Under a recently proposed guideline in Holland, if doctors at the
hospital think that a child suffers unbearably from a terminal
condition, they have the authority to end the child's life. Known as the
Groningen protocol, it was published by Drs. Eduard Verhagen and Pieter
Sauer in the New England Journal of Medicine. If this were in
place back in 1961, Nicky would probably not have survived.

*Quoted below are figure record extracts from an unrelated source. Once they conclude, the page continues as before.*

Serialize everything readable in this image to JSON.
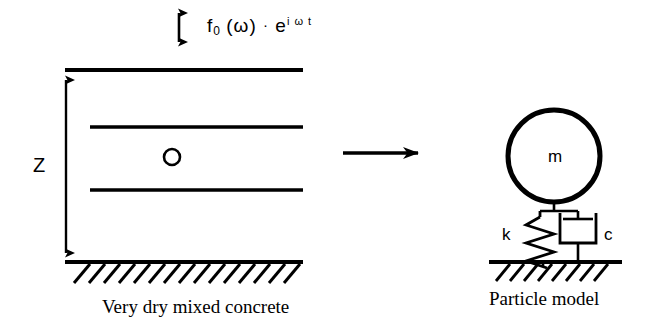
{
  "figure": {
    "background_color": "#ffffff",
    "line_color": "#000000"
  },
  "excitation": {
    "arrow_name": "vertical-double-arrow",
    "formula": {
      "base": "f",
      "subscript": "0",
      "argument": "(ω)",
      "operator": "·",
      "exponential_base": "e",
      "exponent": "i ω t",
      "full_text": "f 0 (ω) · e iωt"
    }
  },
  "left_model": {
    "dimension_label": "Z",
    "caption": "Very dry mixed concrete",
    "particle_marker": "o",
    "layer_count": 4,
    "ground_hatch": "hatched-fixed-base"
  },
  "transition": {
    "arrow_label": "",
    "arrow_name": "rightward-transition-arrow"
  },
  "right_model": {
    "caption": "Particle model",
    "mass_label": "m",
    "spring_label": "k",
    "damper_label": "c",
    "ground_hatch": "hatched-fixed-base"
  }
}
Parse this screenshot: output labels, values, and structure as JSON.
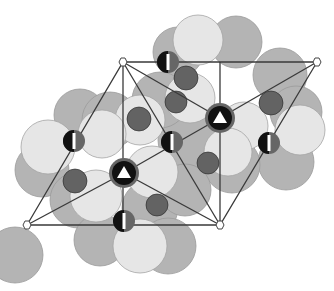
{
  "diagram": {
    "title": "Crystal structure projection",
    "colors": {
      "background": "#ffffff",
      "large_light": "#e6e6e6",
      "large_mid": "#b4b4b4",
      "large_dark": "#a0a0a0",
      "small_atom": "#636363",
      "cation": "#111111",
      "line": "#3a3a3a",
      "marker_fill": "#ffffff"
    },
    "unit_cell_corners": [
      {
        "x": 123,
        "y": 62
      },
      {
        "x": 317,
        "y": 62
      },
      {
        "x": 220,
        "y": 225
      },
      {
        "x": 27,
        "y": 225
      }
    ],
    "threefold_sites": [
      {
        "x": 124,
        "y": 173,
        "symbol": "triangle"
      },
      {
        "x": 220,
        "y": 118,
        "symbol": "triangle"
      }
    ],
    "twofold_sites": [
      {
        "x": 74,
        "y": 141
      },
      {
        "x": 172,
        "y": 142
      },
      {
        "x": 168,
        "y": 62
      },
      {
        "x": 269,
        "y": 143
      },
      {
        "x": 124,
        "y": 221
      }
    ]
  }
}
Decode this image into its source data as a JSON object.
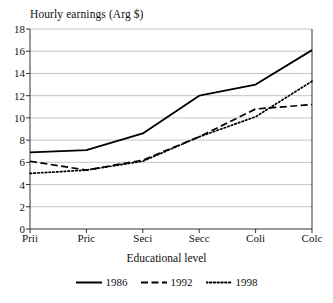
{
  "chart_data": {
    "type": "line",
    "title": "",
    "ylabel": "Hourly earnings (Arg $)",
    "xlabel": "Educational level",
    "categories": [
      "Prii",
      "Pric",
      "Seci",
      "Secc",
      "Coli",
      "Colc"
    ],
    "ylim": [
      0,
      18
    ],
    "yticks": [
      0,
      2,
      4,
      6,
      8,
      10,
      12,
      14,
      16,
      18
    ],
    "grid": "horizontal",
    "legend_position": "bottom",
    "series": [
      {
        "name": "1986",
        "style": "solid",
        "color": "#000000",
        "values": [
          6.9,
          7.1,
          8.6,
          12.0,
          13.0,
          16.1
        ]
      },
      {
        "name": "1992",
        "style": "dashed",
        "color": "#000000",
        "values": [
          6.1,
          5.3,
          6.2,
          8.3,
          10.8,
          11.2
        ]
      },
      {
        "name": "1998",
        "style": "dotted",
        "color": "#000000",
        "values": [
          5.0,
          5.3,
          6.1,
          8.3,
          10.1,
          13.3
        ]
      }
    ]
  },
  "axes": {
    "ytick_labels": [
      "18",
      "16",
      "14",
      "12",
      "10",
      "8",
      "6",
      "4",
      "2",
      "0"
    ],
    "xtick_labels": [
      "Prii",
      "Pric",
      "Seci",
      "Secc",
      "Coli",
      "Colc"
    ]
  },
  "legend": {
    "items": [
      {
        "label": "1986"
      },
      {
        "label": "1992"
      },
      {
        "label": "1998"
      }
    ]
  },
  "colors": {
    "ink": "#111111",
    "grid": "#b5b5b5",
    "axis": "#333333",
    "background": "#ffffff"
  }
}
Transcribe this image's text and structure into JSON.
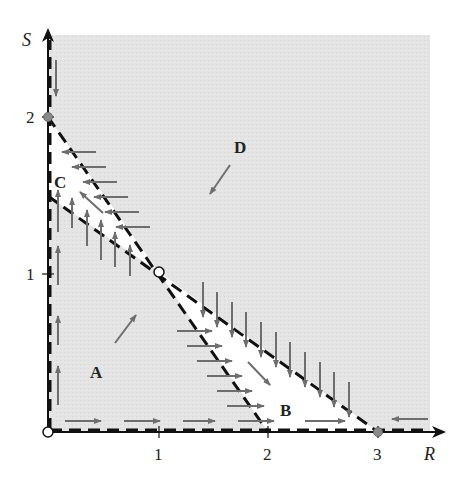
{
  "figure": {
    "axes": {
      "x_label": "R",
      "y_label": "S",
      "x_ticks": [
        {
          "value": 1,
          "label": "1"
        },
        {
          "value": 2,
          "label": "2"
        },
        {
          "value": 3,
          "label": "3"
        }
      ],
      "y_ticks": [
        {
          "value": 1,
          "label": "1"
        },
        {
          "value": 2,
          "label": "2"
        }
      ]
    },
    "regions": [
      {
        "id": "A",
        "label": "A",
        "shade": "gray"
      },
      {
        "id": "B",
        "label": "B",
        "shade": "white"
      },
      {
        "id": "C",
        "label": "C",
        "shade": "white"
      },
      {
        "id": "D",
        "label": "D",
        "shade": "gray"
      }
    ],
    "nullclines": [
      {
        "name": "line-S-2-to-R-2",
        "from": [
          0,
          2
        ],
        "to": [
          2,
          0
        ],
        "style": "dashed"
      },
      {
        "name": "line-S-1.5-to-R-3",
        "from": [
          0,
          1.5
        ],
        "to": [
          3,
          0
        ],
        "style": "dashed"
      },
      {
        "name": "R-axis",
        "from": [
          0,
          0
        ],
        "to": [
          3.6,
          0
        ],
        "style": "dashed"
      },
      {
        "name": "S-axis",
        "from": [
          0,
          0
        ],
        "to": [
          0,
          2.5
        ],
        "style": "dashed"
      }
    ],
    "equilibria": [
      {
        "point": [
          0,
          0
        ],
        "type": "open"
      },
      {
        "point": [
          1,
          1
        ],
        "type": "open"
      },
      {
        "point": [
          0,
          2
        ],
        "type": "filled"
      },
      {
        "point": [
          3,
          0
        ],
        "type": "filled"
      }
    ],
    "colors": {
      "gray_region": "#e6e6e6",
      "white_region": "#ffffff",
      "arrow": "#6e6e6e",
      "lines": "#111111",
      "filled_equilibrium": "#8a8a8a"
    }
  }
}
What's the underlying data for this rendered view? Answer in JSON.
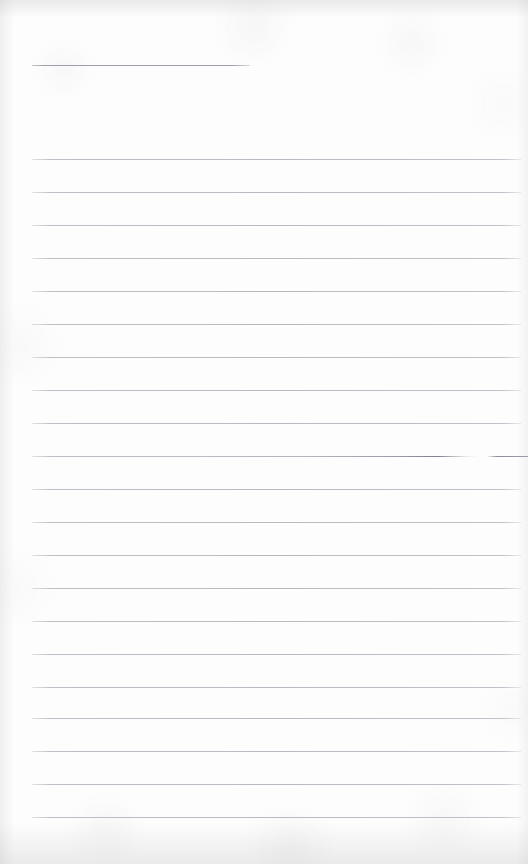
{
  "document": {
    "kind": "scanned-ruled-paper",
    "title": "Blank lined notebook page",
    "width": 528,
    "height": 864,
    "background_color": "#fdfdfd",
    "page_content_text": "",
    "handwriting_present": "none",
    "printed_text_present": "none"
  },
  "colors": {
    "paper": "#fdfdfd",
    "rule_light": "#bcbfc5",
    "rule_medium": "#b6b9c0",
    "rule_dark": "#9ca0a8",
    "rule_emphasis": "#7e828b",
    "edge_shadow": "#8c8c94"
  },
  "layout": {
    "rule_left_x": 32,
    "rule_right_x": 521,
    "rule_spacing": 33,
    "first_body_rule_y": 159,
    "last_body_rule_y": 816,
    "body_rule_count": 21
  },
  "header_rule": {
    "label": "short-top-rule",
    "x": 32,
    "y": 65,
    "width": 218
  },
  "body_rules": [
    {
      "y": 159,
      "x": 32,
      "width": 489,
      "emphasis": "normal"
    },
    {
      "y": 192,
      "x": 32,
      "width": 489,
      "emphasis": "normal"
    },
    {
      "y": 225,
      "x": 32,
      "width": 489,
      "emphasis": "normal"
    },
    {
      "y": 258,
      "x": 32,
      "width": 489,
      "emphasis": "normal"
    },
    {
      "y": 291,
      "x": 32,
      "width": 489,
      "emphasis": "normal"
    },
    {
      "y": 324,
      "x": 32,
      "width": 489,
      "emphasis": "normal"
    },
    {
      "y": 357,
      "x": 32,
      "width": 489,
      "emphasis": "normal"
    },
    {
      "y": 390,
      "x": 32,
      "width": 489,
      "emphasis": "normal"
    },
    {
      "y": 423,
      "x": 32,
      "width": 489,
      "emphasis": "normal"
    },
    {
      "y": 456,
      "x": 32,
      "width": 489,
      "emphasis": "strong"
    },
    {
      "y": 489,
      "x": 32,
      "width": 489,
      "emphasis": "normal"
    },
    {
      "y": 522,
      "x": 32,
      "width": 489,
      "emphasis": "normal"
    },
    {
      "y": 555,
      "x": 32,
      "width": 489,
      "emphasis": "normal"
    },
    {
      "y": 588,
      "x": 32,
      "width": 489,
      "emphasis": "normal"
    },
    {
      "y": 621,
      "x": 32,
      "width": 489,
      "emphasis": "normal"
    },
    {
      "y": 654,
      "x": 32,
      "width": 489,
      "emphasis": "normal"
    },
    {
      "y": 687,
      "x": 32,
      "width": 489,
      "emphasis": "normal"
    },
    {
      "y": 718,
      "x": 32,
      "width": 489,
      "emphasis": "normal"
    },
    {
      "y": 751,
      "x": 32,
      "width": 489,
      "emphasis": "normal"
    },
    {
      "y": 784,
      "x": 32,
      "width": 489,
      "emphasis": "normal"
    },
    {
      "y": 817,
      "x": 32,
      "width": 489,
      "emphasis": "normal"
    }
  ],
  "rule_tail": {
    "label": "emphasized-rule-right-tail",
    "x": 497,
    "y": 456,
    "width": 31
  }
}
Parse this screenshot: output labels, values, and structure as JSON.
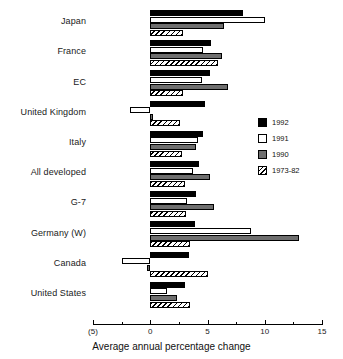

Luckily, her parents did not take the doctors' advice and brought
Nicky home. Despite the 600 fractures in her life and a short stature of
2 feet 9 inches, she grew up, obtained education and work. In fact,
Nicky Chapman managed to become the first person with a congenital
disability to be appointed to the British House of Lords, in October
last year.
The Groningen protocol seeks to create the legal framework to
actively end the lives of newborns suffering from incurable diseases or
extreme deformities. Conditions cited in the paper are very premature
births and severe cases of spina bifida and epidermosis bullosa (a rare
blister-forming skin disease).
The Netherlands boasts the most permissive laws on euthanasia in the
world. Voluntary euthanasia was legalized in 2001, with the condition
that the patient "suffers hopelessly and unbearably" without reasonable
prospect of resolution. Those between the ages of 12 and16 must obtain
parental approval.
These authors believed that life-ending measures can be acceptable in
cases when the child's medical team and independent doctors agree the
pain cannot be eased and there is no prospect for improvement, and when
the parents consent to it.
It is alarming that four such killings have already taken place at
the Groningen hospital, where lethal doses of sedatives were pumped into
terminally ill babies. Although these cases were reported to government
authorities, no legal charges have been pressed against the hospital or
the doctors.
Allowing this practice to continue can set a very dangerous precedent
where infanticide may become legalized. As the abortion debate has
shown, proponents of abortion have first lobbied this for "hard cases"
such as rape or anencephaly. Once the extreme was permitted, it did not
take long before abortion became legal on demand.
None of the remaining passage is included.